MANTIS Ph.D. Candidate Bradley Koskowich successfully defended his dissertation, titled “An Assessment of Methods for Effective Single Camera Resection Solutions to the Cross-view Geo-localization Problem,” on Nov. 5, 2024. Bradley’s research focused on blending remote sensing products, platforms, and digital reality tools with AI techniques to connect the physical world directly with data. Bradley has developed several full-stack software applications for the Conrad Blucher Institute over the years.
The abstract of his presentation read as follows:
Typical multi-view stereo (MVS) photogrammetry problems have both traditional and deep learning solutions which utilize collections of overlapping imagery to solve for multiple camera positions simultaneously. Structure-from-motion (SfM) workflows achieve this using bundle adjustments, while simultaneous-localization-and-mapping (SLAM) solutions use a similar, pipelined adjustment method. More recent deep learning research such as neural radiance fields and gaussian splatting can also enhance typical MVS photogrammetry results, but all approaches still lean on a crucial operation, which is accurate camera position and orientation estimation, also called camera pose. Camera pose information can be collected via external hardware such as the global navigation satellite system (GNSS) and inertial motion units (IMU), derived in a post-processing phase from known ground control points, or estimated in a relative fashion between images. Anything other than relative estimation generally introduces additional cost, complexity, and potential points of failure which can render collected pose information useless. This dissertation addresses the challenges of using only computer vision to accurately compute camera pose independent of typical recording systems, focusing on the specific photogrammetry sub-problem of determining camera pose between single image pairs: one georeferenced aerial image and one terrestrial perspective image with unknown priors. Also called monoplotting, single camera resectioning, or cross-view geo-localization, it is technically a simpler camera configuration to solve than MVS photogrammetry, but it lacks the information density MVS photogrammetry methods usually leverage and is extremely sensitive to initial conditions, making it difficult to solve automatically.
In this dissertation, potential applications that can be built atop accurate monoplotting solutions are demonstrated and enhancements to both algorithmic methods and deep learning architectures for solving the monoplotting problem are explored. First, a practical application demonstrates monitoring vehicular traffic in a parking lot from an existing security camera installation in real time, powered by monoplotting. This practical application also illustrates the extreme sensitivity to initial conditions. Second, an algorithmic approach with a purpose-built feature matching method supported by GPU-accelerated feature extraction and data processing was developed and tested across a variety of environments to gauge its ability to mitigate sensitivity to initial conditions. Finally, insight into the behaviors of deep learning architectures which can partially solve the monoplotting problem was obtained by investigating the effects of replacing dense training collections of georeferenced & pose-tracked terrestrial imagery with historical aerial image collections, achieving comparable or better results with fractional training data compared to prior studies. A hybrid approach that combines deep learning for partial initialization with the algorithmic method is proposed, using less training data to improve computed pose accuracy in full 3D space. The broader impact of this research could allow systems that rely on camera pose estimation to do so in a way that provides it as validation or recovery mechanism independent of typical GNSS/IMU systems in the event of catastrophic failure.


YOUR ASSIGNMENT: What needs transcribing is the line with "Find the location" and every line after it to the end of the records, exactly and alone, with no pictures.

RECORDS SUPPLIED:
= Beginning of Section =

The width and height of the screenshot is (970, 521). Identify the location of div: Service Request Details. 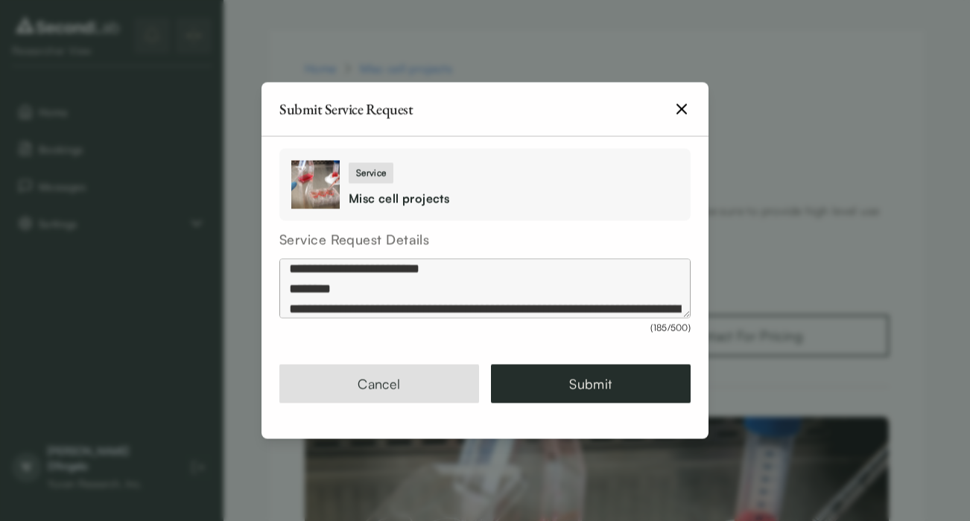
(485, 240).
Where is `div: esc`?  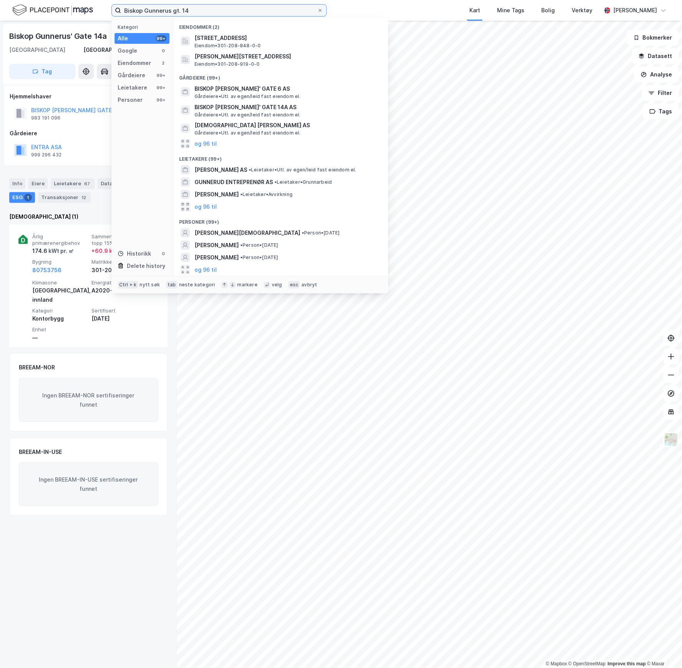 div: esc is located at coordinates (294, 285).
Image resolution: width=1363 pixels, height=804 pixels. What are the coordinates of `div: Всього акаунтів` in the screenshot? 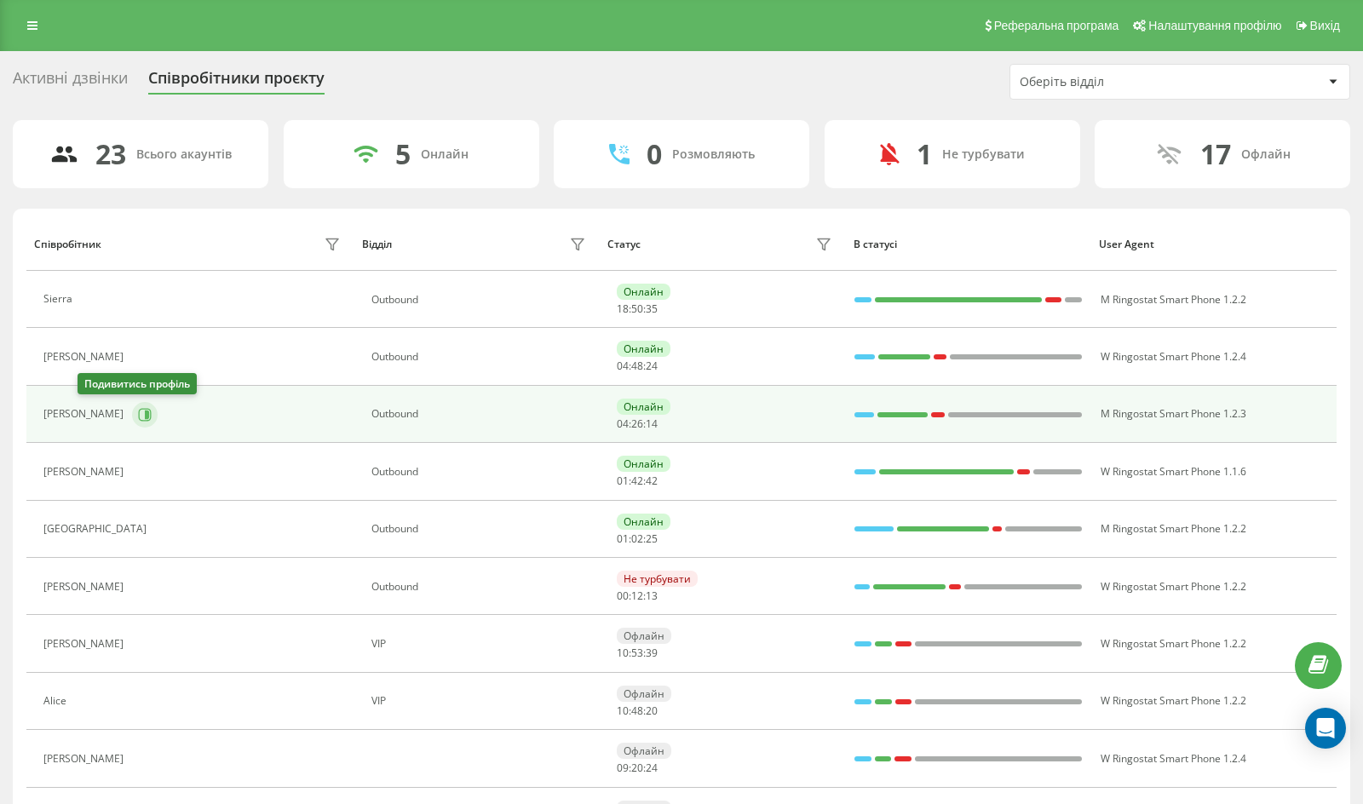 It's located at (184, 154).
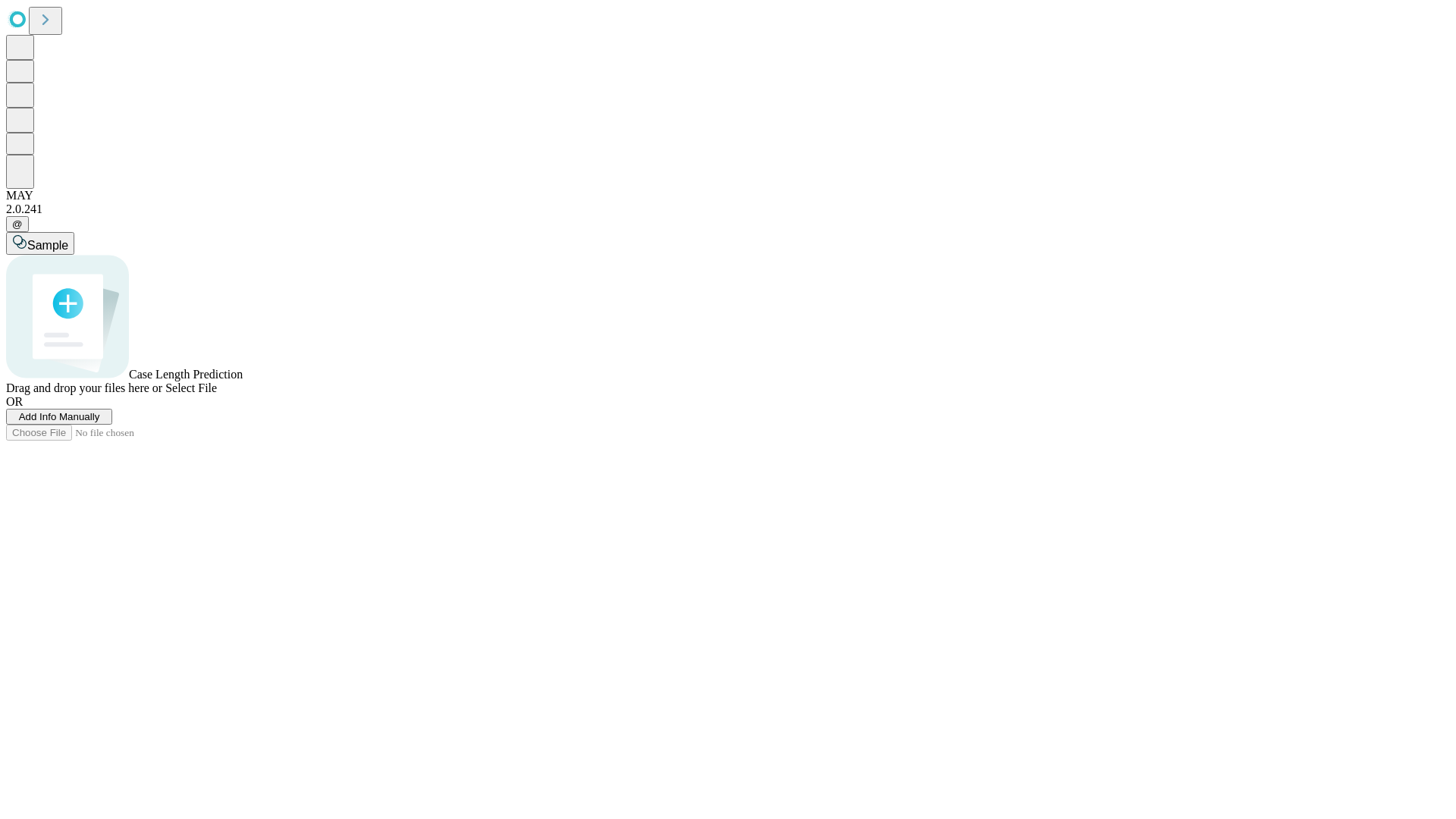  Describe the element at coordinates (191, 388) in the screenshot. I see `span: Select File` at that location.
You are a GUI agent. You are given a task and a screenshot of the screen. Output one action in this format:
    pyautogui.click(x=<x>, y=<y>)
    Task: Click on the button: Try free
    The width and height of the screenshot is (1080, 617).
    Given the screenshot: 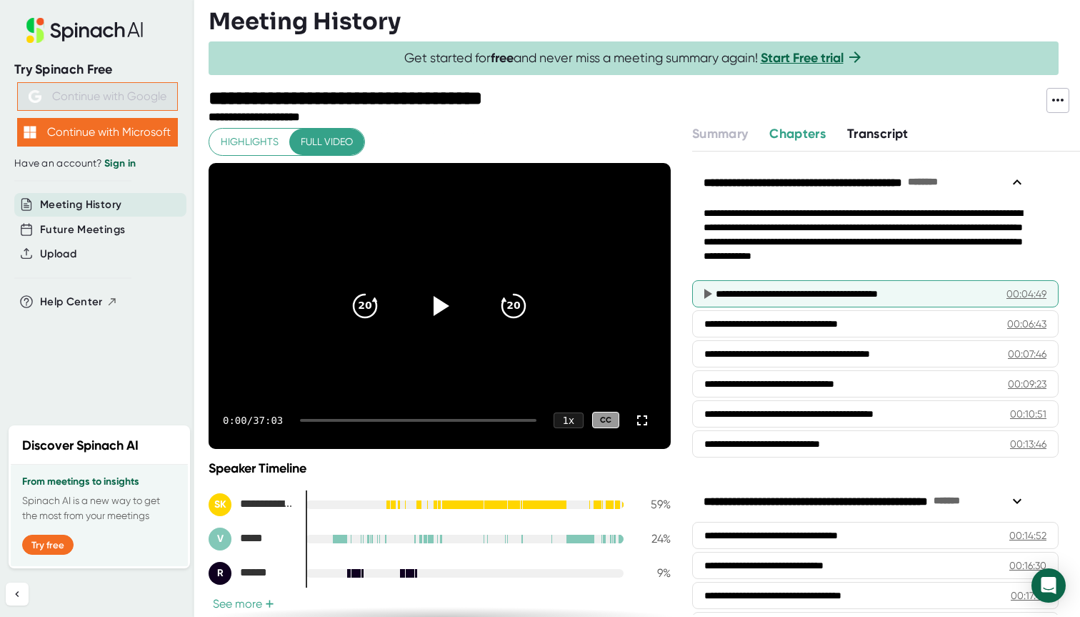 What is the action you would take?
    pyautogui.click(x=48, y=544)
    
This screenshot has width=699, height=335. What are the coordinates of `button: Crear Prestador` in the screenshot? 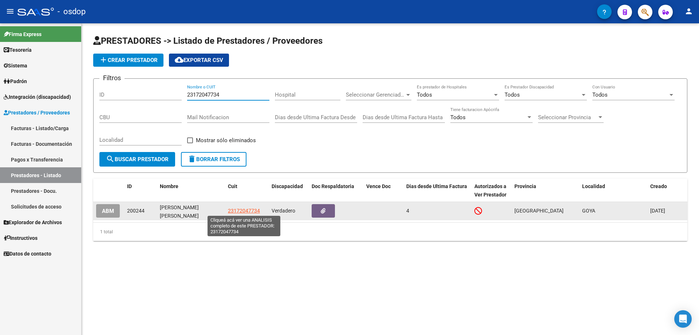 It's located at (128, 60).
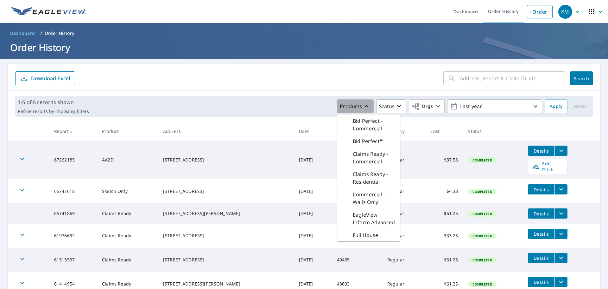 Image resolution: width=608 pixels, height=289 pixels. I want to click on td: 61976692, so click(73, 235).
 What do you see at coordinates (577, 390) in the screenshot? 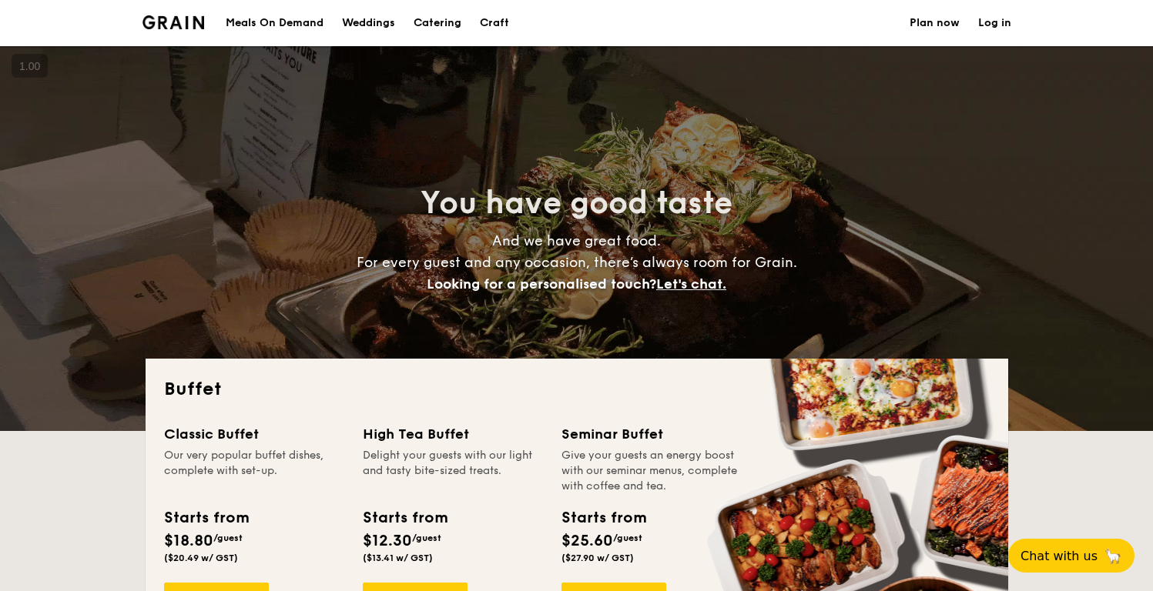
I see `h2: Buffet` at bounding box center [577, 390].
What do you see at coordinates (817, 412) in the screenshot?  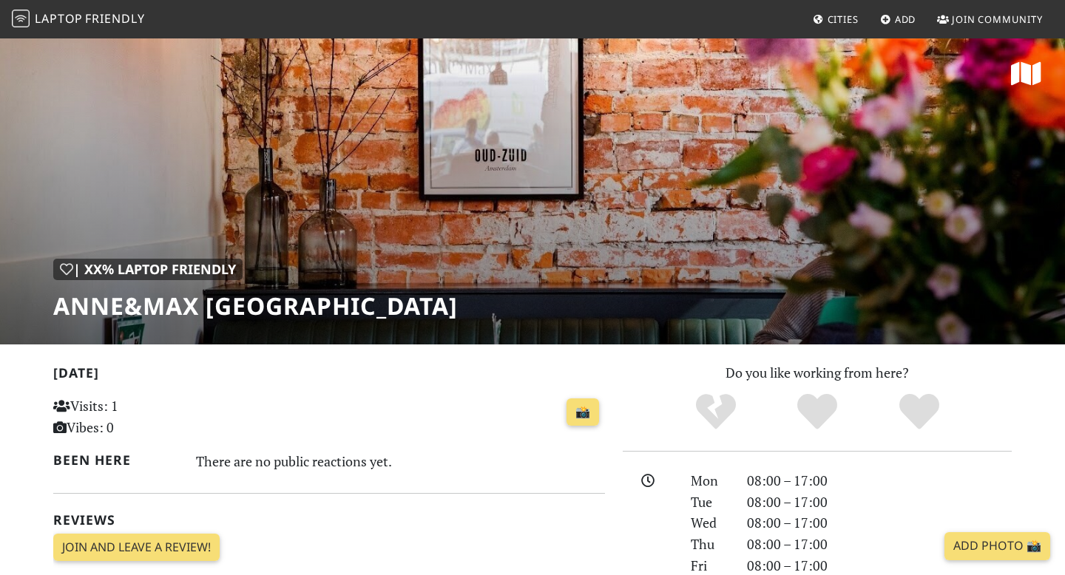 I see `div: Yes` at bounding box center [817, 412].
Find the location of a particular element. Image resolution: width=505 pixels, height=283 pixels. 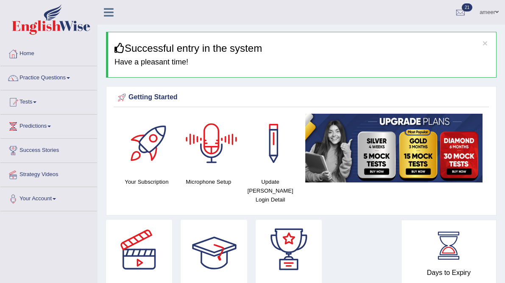

span: 21 is located at coordinates (467, 7).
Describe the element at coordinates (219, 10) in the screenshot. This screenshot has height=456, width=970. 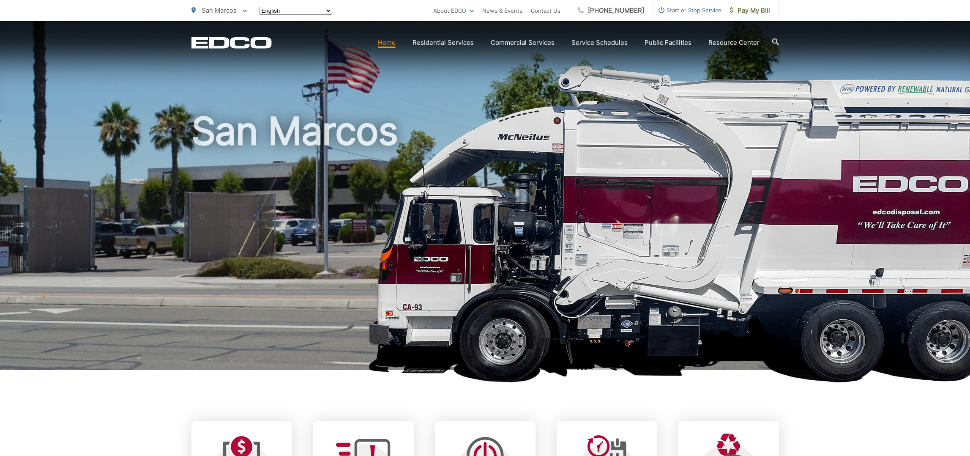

= End of Section =

COMPLETED TASK:
Find the location of a particular element. Image resolution: width=505 pixels, height=283 pixels. 

span: 21 is located at coordinates (467, 7).
Describe the element at coordinates (219, 10) in the screenshot. This screenshot has height=456, width=970. 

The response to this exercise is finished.